From Knobby Tires

Me and my brother with his first motorcycle

Me and my brother with his first motorcycle

Where I’m from feels like knobby tires and duct tape with sticky strands,
like dangly blue jean threads high on the thighs of fans .

Where I’m from sounds like disco beats, twisting throttles,
homemade wine sloshing in metal canteens, not bottles.

Homes are tents and barns and waterbeds inside vans
with red and white striped doors with star spangled curtains.

My family is every weekend warrior who shows up at the races,
PBR rinsing mud from the grins on greased faces.

I am small under plastic STP pennant fences,
becoming part of the berm spun at speeds faster than senses.

I breathe in curiosity, I breathe out better questions

Where I’m from feels like, "Why can’t we all be going,
where white flags are last laps, not lost hopes, and

everyone reaches figure 8 checkers flowing?"

[from a collection of pieces - my first church was the race track]

Inspired by a poetry practice guided by Marlon Lizama, 3/14/18
If you want to try writing a "Where I'm From" poem, there are plenty of templates online. I encourage you to give it a try. I came back to this one many times adding sensory details and accidentally it started rhyming, so I went there. If you give it a try, send me what you write!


Work item
Transcribe the records below in full; pictures stay out of the copy.

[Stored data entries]

[Start of Attachment]

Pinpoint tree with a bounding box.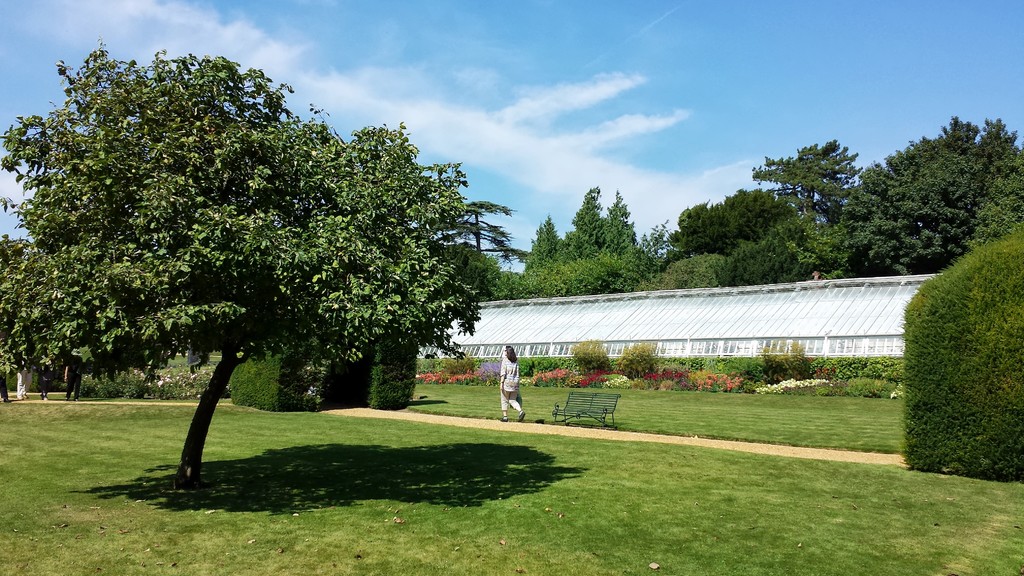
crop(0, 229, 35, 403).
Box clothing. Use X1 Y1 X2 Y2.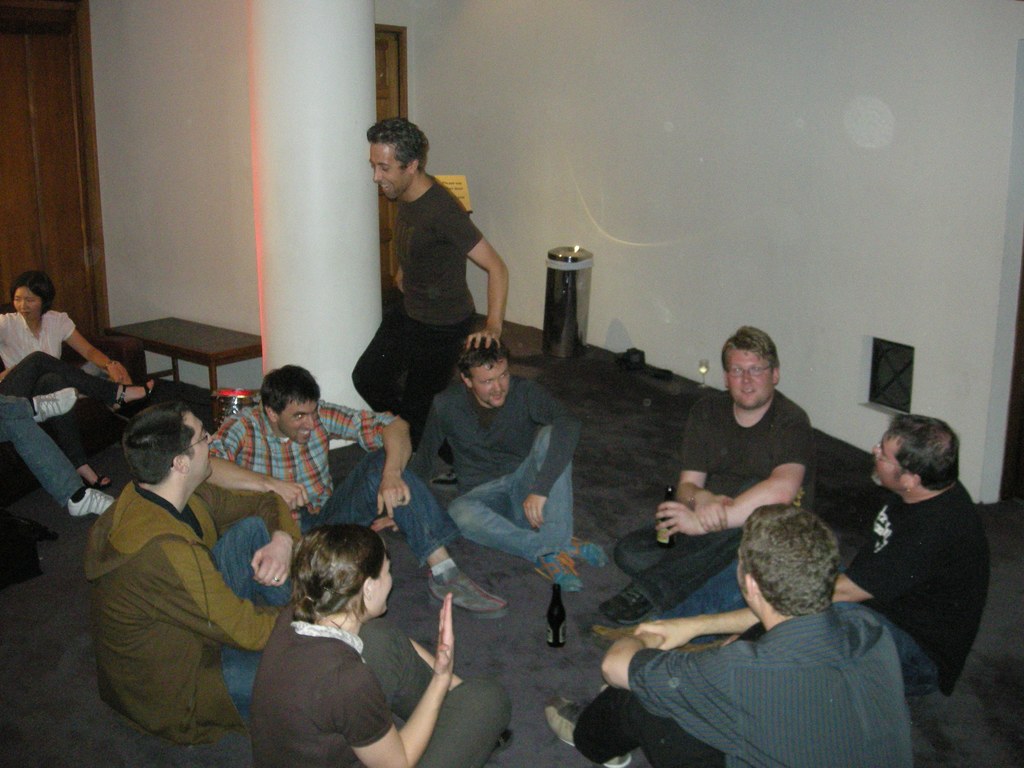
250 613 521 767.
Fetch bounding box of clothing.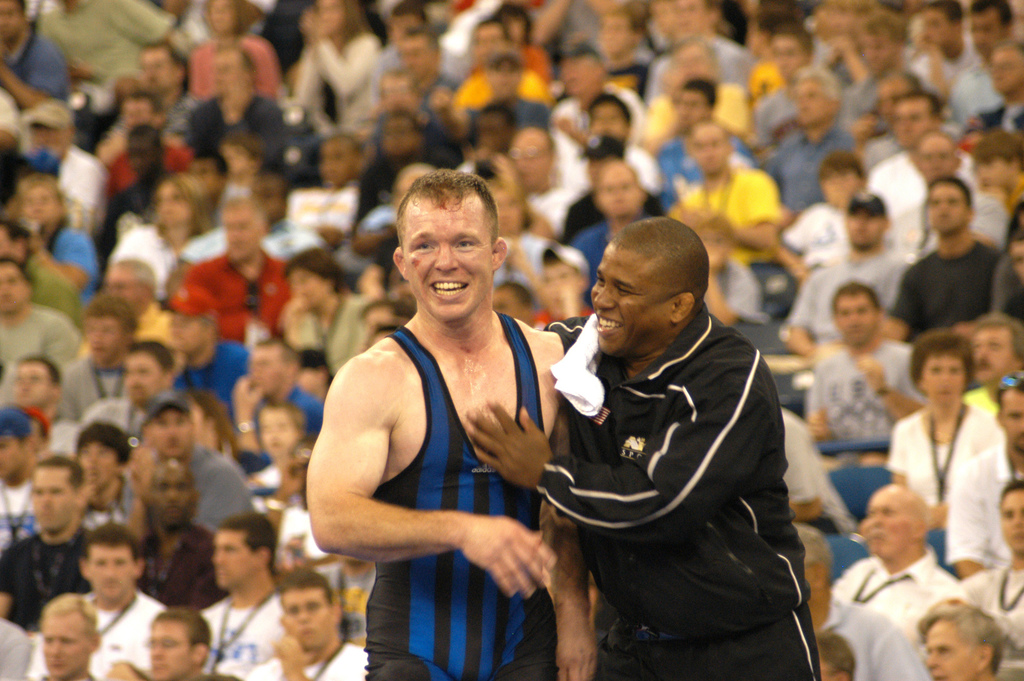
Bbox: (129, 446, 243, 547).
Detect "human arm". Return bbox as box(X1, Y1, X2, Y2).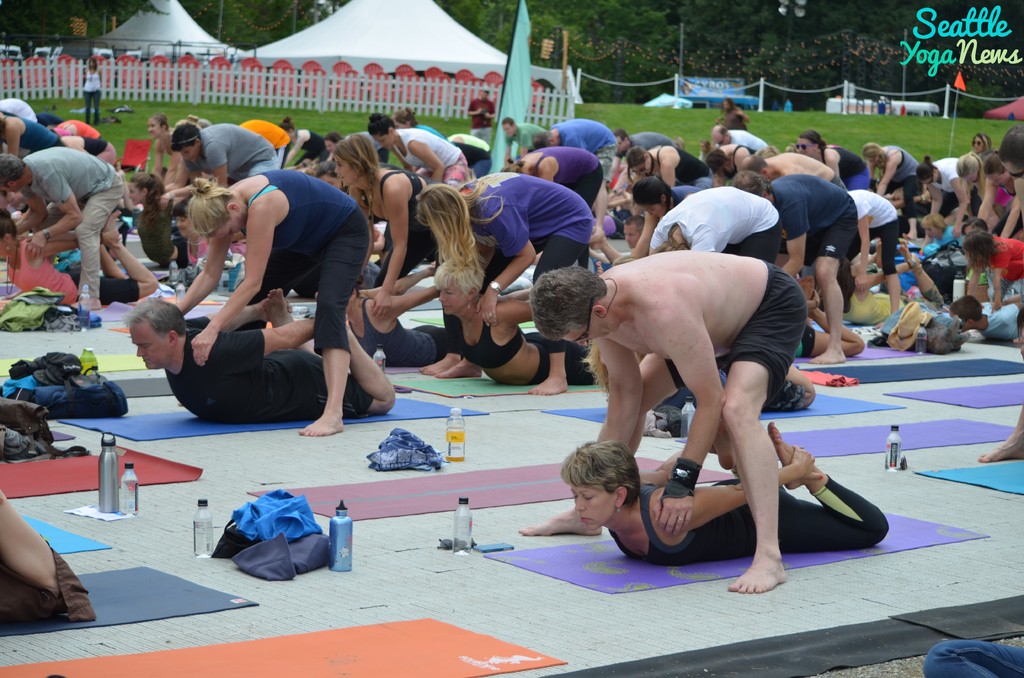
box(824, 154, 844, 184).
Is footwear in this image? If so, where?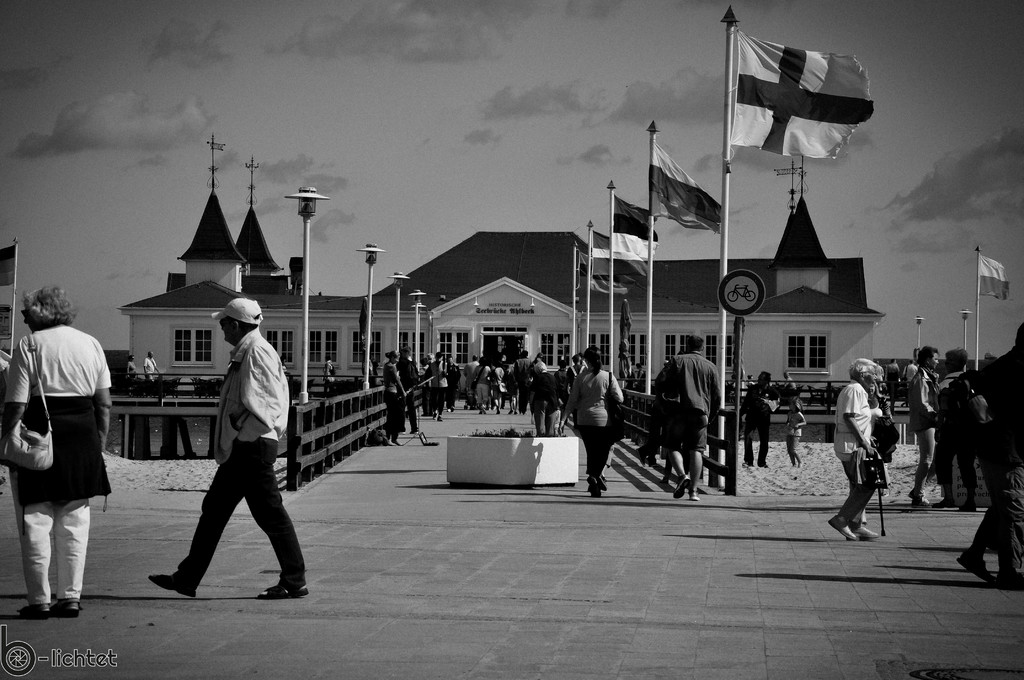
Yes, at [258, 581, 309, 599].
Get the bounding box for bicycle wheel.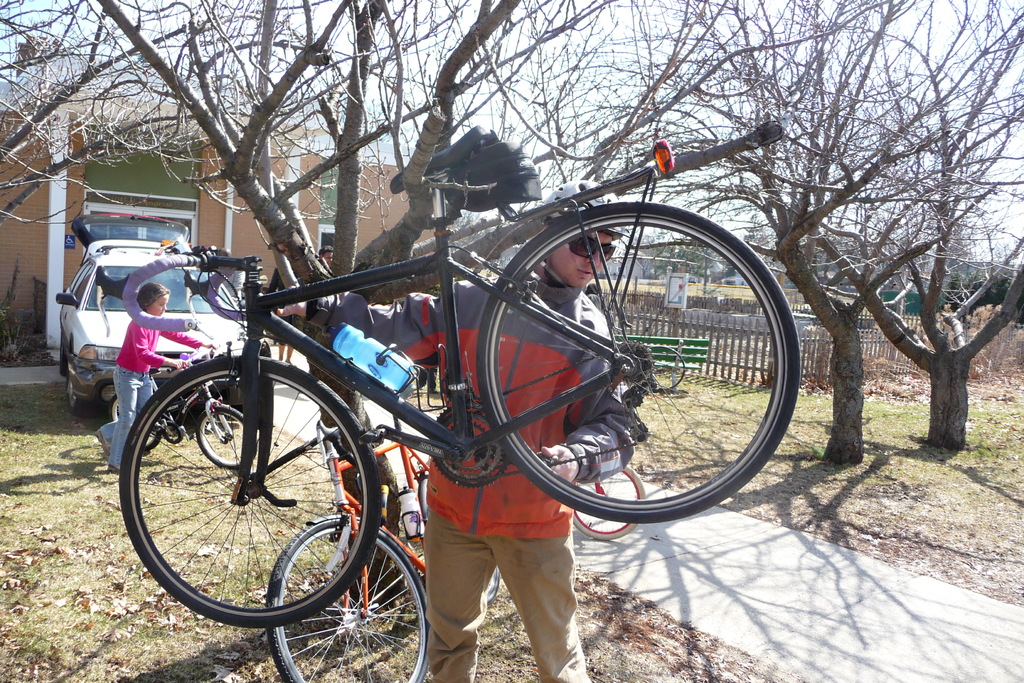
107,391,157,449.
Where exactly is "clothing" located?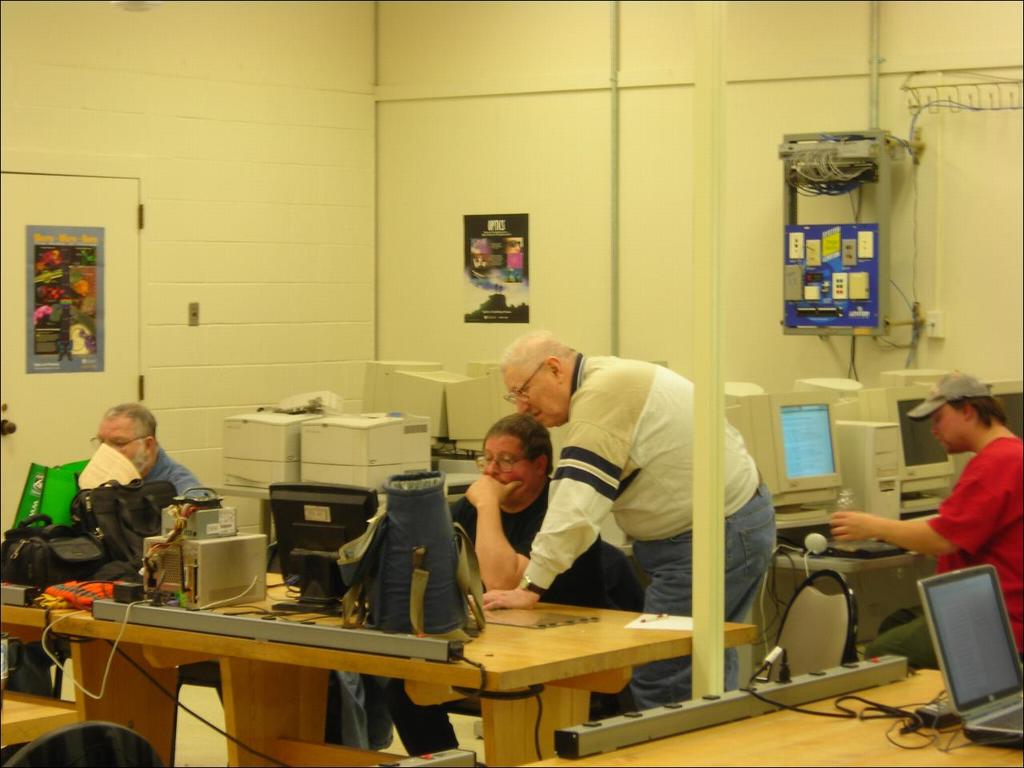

[End of Attachment]

Problem solution
Pinpoint tree with a bounding box.
crop(0, 229, 35, 403).
Box clothing. Use X1 Y1 X2 Y2.
250 613 521 767.
Fetch bounding box of clothing.
Bbox: (129, 446, 243, 547).
Detect "human arm". Return bbox as box(X1, Y1, X2, Y2).
box(824, 154, 844, 184).
Is footwear in this image? If so, where?
Yes, at [258, 581, 309, 599].
Get the bounding box for bicycle wheel.
107,391,157,449.
Where exactly is "clothing" located?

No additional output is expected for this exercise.